Women in Saudi Arabia have been granted the right to travel without a male guardian’s permission, in a shift which removes one of the most prominent restrictions on the status of women in the country.
According to the Saudi Gazette, Saudi authorities approved amendments to regulations which would allow women to apply for and obtain a passport without permission from a male guardian.
The change was hinted last month by anonymous Saudi officials speaking to the Wall Street Journal, and has now become official.
The amendment will allow women aged 21 and over to apply for a passport themselves, and remove rules that required women to receive permission each time they wanted to cross the Saudi border. This gives them equal standing with men on the same age.
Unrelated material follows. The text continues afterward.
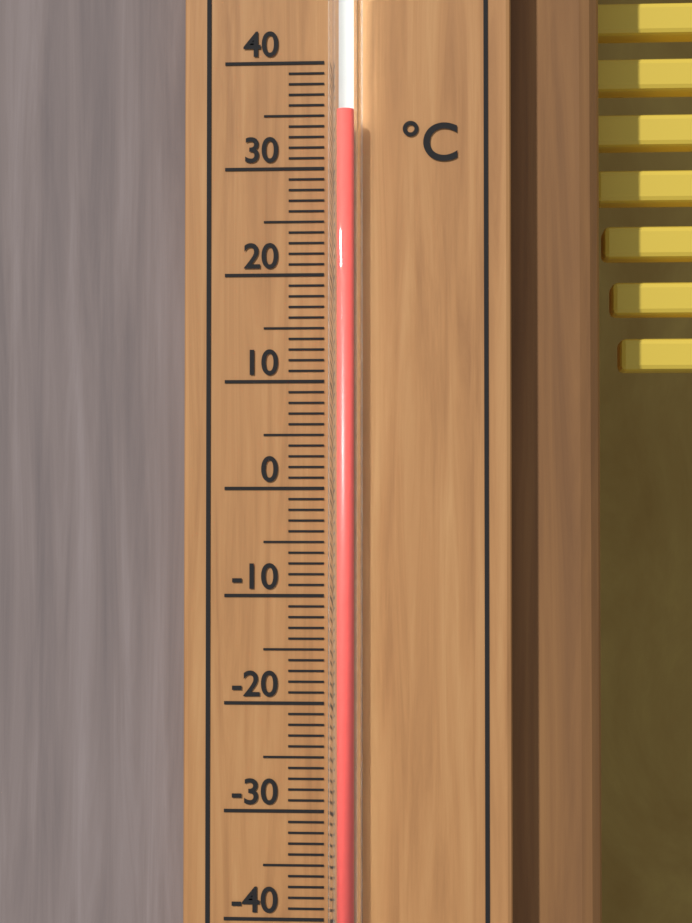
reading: 35 °C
The change to the law follows a global backlash over the system, prompted byin-depth reports by INSIDER about the realities of the system, which proved a significant barrier to women trying to flee the country.
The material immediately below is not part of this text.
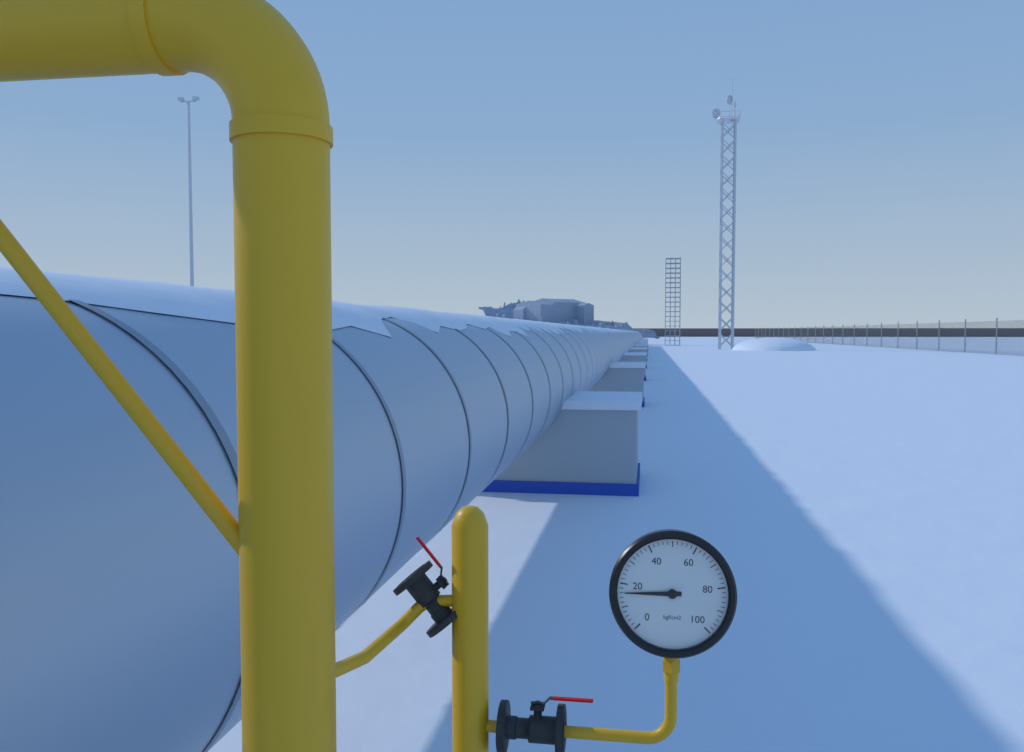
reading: 16 kgf/cm2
Many of the requests were administered via a Saudi government app, called Absher, which allowed guardians to grant and rescind travel permissions with a few button presses on their smartphones.
INSIDER’s reports highlighting the fact that both Apple and Google had approved the app for download via their app stores prompted criticism of the companies, but both continued to offer the service.
The changes announced Friday also allow women to complete other tasks formally restricted to men, including registered the birth of a child, a marriage, a divorce, or a death.
In recent months, women were also granted the right to access government and health services without requiring consent from their male guardians, and to open their own businesses, join the military, and to exercise in public.
One of the highest-profile changes saw women in the country granted permission to legally drive a car.
Mohammed bin Salman, the crown prince of Saudi Arabia, has promised to accelerate reforms in the country.
His Vision2030 program for the nation’s development calls for “equal opportunities” for men and women in Saudi Arabia, though it is unclear precisely what other changes could follow.
Despite the advances, Saudi women are far from reaching equality.
In the 2018 Global Gender Gap Report, Saudi Arabia was ranked 141 out of 144 countries measured.
The country still enforces a strict dress code, under which most women wear a long cloak, known as an abaya.
Men and women are still prohibited in many contexts from mixing in public, with beaches, stadiums, public transport and pools segregated by gender.
Dr. Lina Abirafeh, the director at the Institute for Women’s Studies in the Arab World, told Business Insider last year that she has seen surface-level changes enhancing women’s rights, but that Saudi society has much left to do.
“Positive steps are being taken but Saudi Arabia still lags behind in terms of women’s rights,” she said.
“There might be a strategy to appear liberal in the global arena but it is hard to tell if there is genuine intention for real change within the society – or if these are tokenistic,”she added.
The Kingdom has incentive to appear modern to the outside world as it moves to shift the country’s economy away from oil.